Five poems by Claudia Gary


CLAUDIA GARY lives near Washington DC and teaches workshops on Villanelle, Sonnet, Natural Meter, Persona Poems, Poetry vs. Trauma, etc., at The Writer’s Center (writer.org), currently via Zoom. Author of Humor Me (2006) and several chapbooks, most recently Genetic Revisionism (2019), she is also a health science writer, visual artist, and composer of tonal chamber music and art songs. Her chapbooks are available via the email address at pw.org/content/claudia_gary

Her article “Song as Conversation,” on setting poems to music, is online at

https://straightlabyrinth.info/conference.html

@claudiagary

Poet Under Fig Tree 

Some days he cannot choose

between the living and the dead.

The latter want too much of him,

the former want too little.


Talent’s a sticky riddle

whose seeds are strewn at nature’s whim,

whose fruit he heats and stirs to spread

before a mortal muse.

What Would Zeus Do? 

Most likely something with a thunderbolt:

Mistaking lightning for imagination,

he’d make the sky his canvas. Or he’d molt

into a swan, a bison, a dalmatian.


And you? Since I’m not Hera, you’ll keep looking

past me for glimmerings of her and Greece.
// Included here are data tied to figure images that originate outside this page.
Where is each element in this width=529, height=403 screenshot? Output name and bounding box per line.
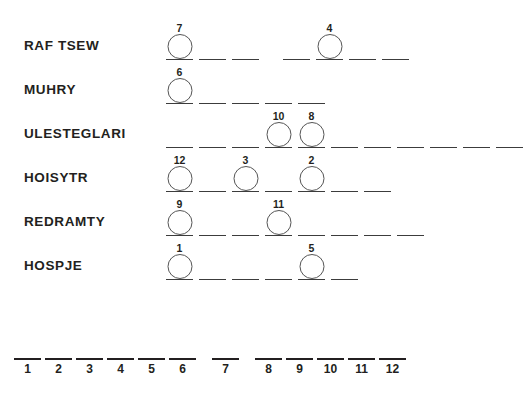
solution-slot[interactable]: 5 <box>138 358 165 375</box>
solution-slot-rule <box>212 358 239 360</box>
clue-label: ULESTEGLARI <box>24 126 126 141</box>
letter-slot[interactable] <box>199 158 226 192</box>
slot-circle <box>266 210 291 235</box>
solution-slot[interactable]: 2 <box>45 358 72 375</box>
letter-slot[interactable] <box>199 202 226 236</box>
letter-slot[interactable] <box>199 70 226 104</box>
solution-slot-rule <box>255 358 282 360</box>
letter-slot[interactable] <box>331 202 358 236</box>
answer-word: 108 <box>166 114 523 148</box>
slot-rule <box>316 59 343 61</box>
slot-rule <box>166 191 193 193</box>
slot-number-label: 10 <box>273 111 285 122</box>
slot-rule <box>199 103 226 105</box>
solution-slot-rule <box>138 358 165 360</box>
slot-rule <box>232 191 259 193</box>
solution-slot[interactable]: 10 <box>317 358 344 375</box>
solution-slot[interactable]: 12 <box>379 358 406 375</box>
letter-slot[interactable] <box>298 70 325 104</box>
slot-number-label: 9 <box>177 199 183 210</box>
solution-slot[interactable]: 1 <box>14 358 41 375</box>
answer-word: 15 <box>166 246 358 280</box>
letter-slot[interactable] <box>298 202 325 236</box>
letter-slot[interactable] <box>265 70 292 104</box>
letter-slot-keyed[interactable]: 3 <box>232 158 259 192</box>
letter-slot[interactable] <box>397 202 424 236</box>
letter-slot[interactable] <box>463 114 490 148</box>
letter-slot-keyed[interactable]: 5 <box>298 246 325 280</box>
letter-slot[interactable] <box>199 246 226 280</box>
solution-slot[interactable]: 11 <box>348 358 375 375</box>
clue-row: HOSPJE15 <box>0 242 529 288</box>
answer-area: 108 <box>166 110 529 156</box>
letter-slot[interactable] <box>364 114 391 148</box>
letter-slot-keyed[interactable]: 8 <box>298 114 325 148</box>
slot-rule <box>331 147 358 149</box>
letter-slot[interactable] <box>430 114 457 148</box>
letter-slot-keyed[interactable]: 6 <box>166 70 193 104</box>
slot-rule <box>430 147 457 149</box>
letter-slot-keyed[interactable]: 1 <box>166 246 193 280</box>
letter-slot[interactable] <box>265 158 292 192</box>
solution-slot[interactable]: 9 <box>286 358 313 375</box>
slot-rule <box>232 103 259 105</box>
letter-slot[interactable] <box>496 114 523 148</box>
solution-slot[interactable]: 4 <box>107 358 134 375</box>
slot-rule <box>331 235 358 237</box>
answer-area: 1232 <box>166 154 529 200</box>
letter-slot[interactable] <box>232 26 259 60</box>
letter-slot[interactable] <box>232 70 259 104</box>
letter-slot[interactable] <box>331 158 358 192</box>
slot-rule <box>265 147 292 149</box>
letter-slot[interactable] <box>199 114 226 148</box>
clue-label: HOSPJE <box>24 258 82 273</box>
solution-slot[interactable]: 6 <box>169 358 196 375</box>
slot-rule <box>199 235 226 237</box>
slot-rule <box>298 279 325 281</box>
answer-area: 911 <box>166 198 529 244</box>
letter-slot[interactable] <box>232 246 259 280</box>
letter-slot[interactable] <box>232 114 259 148</box>
slot-number-label: 8 <box>309 111 315 122</box>
slot-rule <box>265 235 292 237</box>
letter-slot-keyed[interactable]: 9 <box>166 202 193 236</box>
letter-slot[interactable] <box>382 26 409 60</box>
letter-slot[interactable] <box>364 202 391 236</box>
slot-rule <box>199 191 226 193</box>
letter-slot-keyed[interactable]: 11 <box>265 202 292 236</box>
solution-slot[interactable]: 7 <box>212 358 239 375</box>
letter-slot[interactable] <box>166 114 193 148</box>
letter-slot[interactable] <box>349 26 376 60</box>
answer-area: 15 <box>166 242 529 288</box>
slot-rule <box>232 235 259 237</box>
letter-slot-keyed[interactable]: 7 <box>166 26 193 60</box>
slot-number-label: 12 <box>174 155 186 166</box>
slot-rule <box>298 235 325 237</box>
clue-label: HOISYTR <box>24 170 88 185</box>
solution-slot[interactable]: 3 <box>76 358 103 375</box>
slot-rule <box>232 279 259 281</box>
solution-slot-rule <box>14 358 41 360</box>
answer-area: 74 <box>166 22 529 68</box>
slot-circle <box>167 210 192 235</box>
slot-circle <box>233 166 258 191</box>
letter-slot-keyed[interactable]: 10 <box>265 114 292 148</box>
letter-slot[interactable] <box>331 246 358 280</box>
letter-slot[interactable] <box>364 158 391 192</box>
letter-slot[interactable] <box>397 114 424 148</box>
solution-slot-number: 11 <box>348 363 375 375</box>
letter-slot[interactable] <box>331 114 358 148</box>
letter-slot[interactable] <box>265 246 292 280</box>
letter-slot[interactable] <box>283 26 310 60</box>
slot-rule <box>496 147 523 149</box>
slot-circle <box>167 34 192 59</box>
clue-row: REDRAMTY911 <box>0 198 529 244</box>
letter-slot-keyed[interactable]: 2 <box>298 158 325 192</box>
slot-rule <box>265 191 292 193</box>
letter-slot-keyed[interactable]: 12 <box>166 158 193 192</box>
letter-slot-keyed[interactable]: 4 <box>316 26 343 60</box>
solution-slot[interactable]: 8 <box>255 358 282 375</box>
slot-number-label: 11 <box>273 199 284 210</box>
letter-slot[interactable] <box>232 202 259 236</box>
letter-slot[interactable] <box>199 26 226 60</box>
Your mouth will always water for her cooking.

It won’t appear, and we will have no peace.


As this land offers less and less to praise,

our beauty may be lost on one another.

Between the sleepless nights, how can the days

bring any comfort?  Here’s where Zeus’ brother

below ground and the one who rules the ocean

need to unroil, unrumble our commotion.

In the Void 

For one who loved Math and Latin

a spiritual Goth moment

became a teenage alias:

Nulla Ultima.


To be nothing, the extreme 

nullity, meant being 

on the inside of everything,

the ultimate persona.


Was it a pose? Did she 

actually know something

for one split-second—or nothing?

If it was only absence


what did she know in her absence?

This was where things could get 

interesting, if only 

for a nothing moment.

Presence               

Cape May, by Andrew Wyeth

http://andrewwyeth.net/artwork/cape_may_1992.html

As skies threatened rain I steered back the boat

to watch dappled clouds from this beach in half light,

frame planted, eyes fixed to the shifting horizon,

away from my flock for longer than planned.
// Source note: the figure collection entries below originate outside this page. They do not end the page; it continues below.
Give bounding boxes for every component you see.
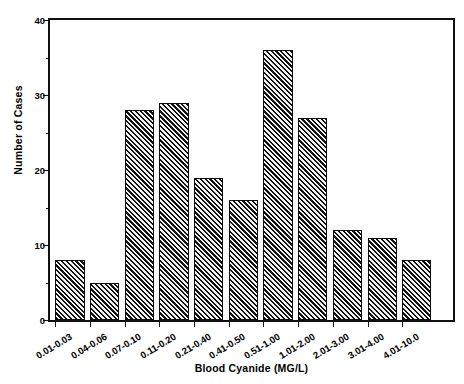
x-axis-tick-label: 4.01-10.0 xyxy=(381,331,421,361)
x-axis-tick-label: 0.04-0.06 xyxy=(68,331,108,361)
x-axis-tick xyxy=(125,320,126,327)
y-axis-minor-tick xyxy=(46,283,50,284)
y-axis-tick-label: 0 xyxy=(40,315,45,326)
bar xyxy=(263,50,292,320)
bar xyxy=(55,260,84,320)
x-axis-tick-label: 0.01-0.03 xyxy=(34,331,74,361)
y-axis-tick-label: 10 xyxy=(34,240,45,251)
y-axis-minor-tick xyxy=(46,133,50,134)
x-axis-tick xyxy=(194,320,195,327)
bar-chart-figure: Number of Cases 010203040 Blood Cyanide … xyxy=(0,0,464,384)
x-axis-tick xyxy=(229,320,230,327)
y-axis-tick-label: 30 xyxy=(34,90,45,101)
x-axis-tick xyxy=(90,320,91,327)
bar xyxy=(90,283,119,321)
x-axis-tick-label: 3.01-4.00 xyxy=(346,331,386,361)
x-axis-tick xyxy=(263,320,264,327)
bar xyxy=(368,238,397,321)
x-axis-tick xyxy=(333,320,334,327)
x-axis-tick-label: 0.51-1.00 xyxy=(242,331,282,361)
bar xyxy=(159,103,188,321)
x-axis-tick-label: 0.07-0.10 xyxy=(103,331,143,361)
x-axis-tick-label: 0.11-0.20 xyxy=(138,331,178,361)
x-axis-tick-label: 1.01-2.00 xyxy=(276,331,316,361)
y-axis-title: Number of Cases xyxy=(12,60,24,200)
bar xyxy=(298,118,327,321)
x-axis-tick xyxy=(368,320,369,327)
plot-area: 010203040 xyxy=(48,18,455,322)
y-axis-minor-tick xyxy=(46,208,50,209)
x-axis-title: Blood Cyanide (MG/L) xyxy=(48,362,455,374)
bar xyxy=(125,110,154,320)
y-axis-minor-tick xyxy=(46,58,50,59)
x-axis-tick-label: 0.41-0.50 xyxy=(207,331,247,361)
bar xyxy=(229,200,258,320)
x-axis-tick xyxy=(159,320,160,327)
x-axis-tick-label: 2.01-3.00 xyxy=(311,331,351,361)
bar xyxy=(402,260,431,320)
x-axis-tick xyxy=(402,320,403,327)
bar-series xyxy=(50,20,453,320)
bar xyxy=(333,230,362,320)
y-axis-tick-label: 40 xyxy=(34,15,45,26)
bar xyxy=(194,178,223,321)
x-axis-tick-label: 0.21-0.40 xyxy=(172,331,212,361)
y-axis-tick-label: 20 xyxy=(34,165,45,176)
x-axis-tick xyxy=(55,320,56,327)
x-axis-tick xyxy=(298,320,299,327)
You tell me my headdress appears to take flight?

Either this, or the being within, is disguise.

I don’t have the presence to open my hands.
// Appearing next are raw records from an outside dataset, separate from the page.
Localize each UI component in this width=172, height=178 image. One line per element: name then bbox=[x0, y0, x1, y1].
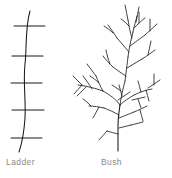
canvas-background bbox=[0, 0, 172, 178]
ladder-caption: Ladder bbox=[6, 158, 35, 167]
bush-caption: Bush bbox=[101, 158, 122, 167]
figure-canvas bbox=[0, 0, 172, 178]
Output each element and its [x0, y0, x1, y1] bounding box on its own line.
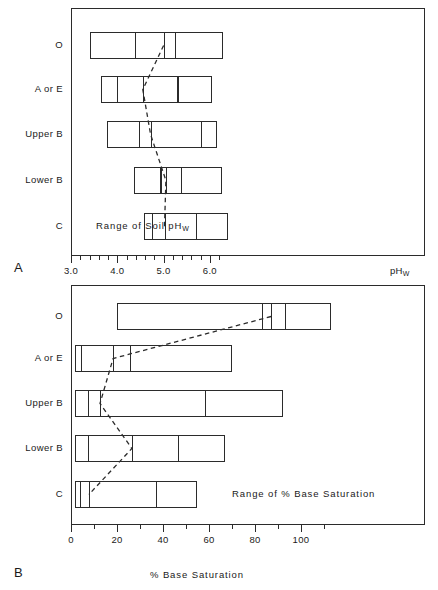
- axis-caption-ph-w: pHW: [390, 265, 409, 277]
- xtick-major-b-4: [255, 525, 256, 532]
- annotation-range-soil-ph: Range of Soil pHW: [96, 220, 189, 232]
- xtick-major-b-0: [71, 525, 72, 532]
- annotation-subscript-w: W: [182, 225, 189, 232]
- xtick-minor-a-3: [108, 256, 109, 260]
- panel-b: OA or EUpper BLower BC020406080100Range …: [0, 280, 438, 590]
- xtick-minor-a-7: [154, 256, 155, 260]
- xtick-minor-a-10: [191, 256, 192, 260]
- xtick-major-a-0: [71, 256, 72, 263]
- xtick-major-a-1: [117, 256, 118, 263]
- xtick-minor-a-11: [201, 256, 202, 260]
- panel-letter-b: B: [14, 565, 23, 580]
- xtick-minor-b-2: [186, 525, 187, 529]
- xtick-minor-a-1: [90, 256, 91, 260]
- xtick-minor-b-1: [140, 525, 141, 529]
- annotation-range-base-saturation: Range of % Base Saturation: [232, 488, 375, 499]
- xticklabel-b-2: 40: [141, 534, 185, 545]
- median-connector-line-a: [0, 0, 438, 266]
- xtick-major-b-3: [209, 525, 210, 532]
- xtick-minor-a-0: [80, 256, 81, 260]
- axis-caption-subscript-w: W: [403, 270, 410, 277]
- xtick-minor-b-5: [324, 525, 325, 529]
- xtick-minor-a-9: [182, 256, 183, 260]
- xtick-minor-a-2: [99, 256, 100, 260]
- xticklabel-b-5: 100: [279, 534, 323, 545]
- xtick-major-a-3: [210, 256, 211, 263]
- xtick-minor-a-4: [127, 256, 128, 260]
- xtick-minor-a-8: [173, 256, 174, 260]
- xtick-minor-b-4: [278, 525, 279, 529]
- xtick-minor-a-6: [145, 256, 146, 260]
- xticklabel-b-0: 0: [49, 534, 93, 545]
- xtick-major-b-5: [301, 525, 302, 532]
- panel-letter-a: A: [14, 260, 23, 275]
- xtick-minor-b-0: [94, 525, 95, 529]
- xticklabel-a-0: 3.0: [49, 265, 93, 276]
- x-axis-title-base-saturation: % Base Saturation: [150, 569, 244, 580]
- panel-a: OA or EUpper BLower BC3.04.05.06.0Range …: [0, 0, 438, 280]
- xticklabel-a-2: 5.0: [142, 265, 186, 276]
- xticklabel-a-3: 6.0: [188, 265, 232, 276]
- figure-root: OA or EUpper BLower BC3.04.05.06.0Range …: [0, 0, 438, 590]
- xtick-major-a-2: [164, 256, 165, 263]
- xticklabel-b-1: 20: [95, 534, 139, 545]
- xticklabel-b-3: 60: [187, 534, 231, 545]
- xtick-major-b-2: [163, 525, 164, 532]
- xtick-minor-b-3: [232, 525, 233, 529]
- xticklabel-a-1: 4.0: [95, 265, 139, 276]
- xtick-major-b-1: [117, 525, 118, 532]
- xtick-minor-a-12: [219, 256, 220, 260]
- xtick-minor-a-5: [136, 256, 137, 260]
- xticklabel-b-4: 80: [233, 534, 277, 545]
The joy of the wind is caught in my throat.

On Having Misspoken        

Time set aside for poems I reassign

for wordlessness: to sort collected seashells,

see which of them already have their own

airgaps with room for silk cord, colored beads

on curved and rippled surfaces that cradle

all light, reflect it softly, hold it always 

at the best angle, unlike mistimed words.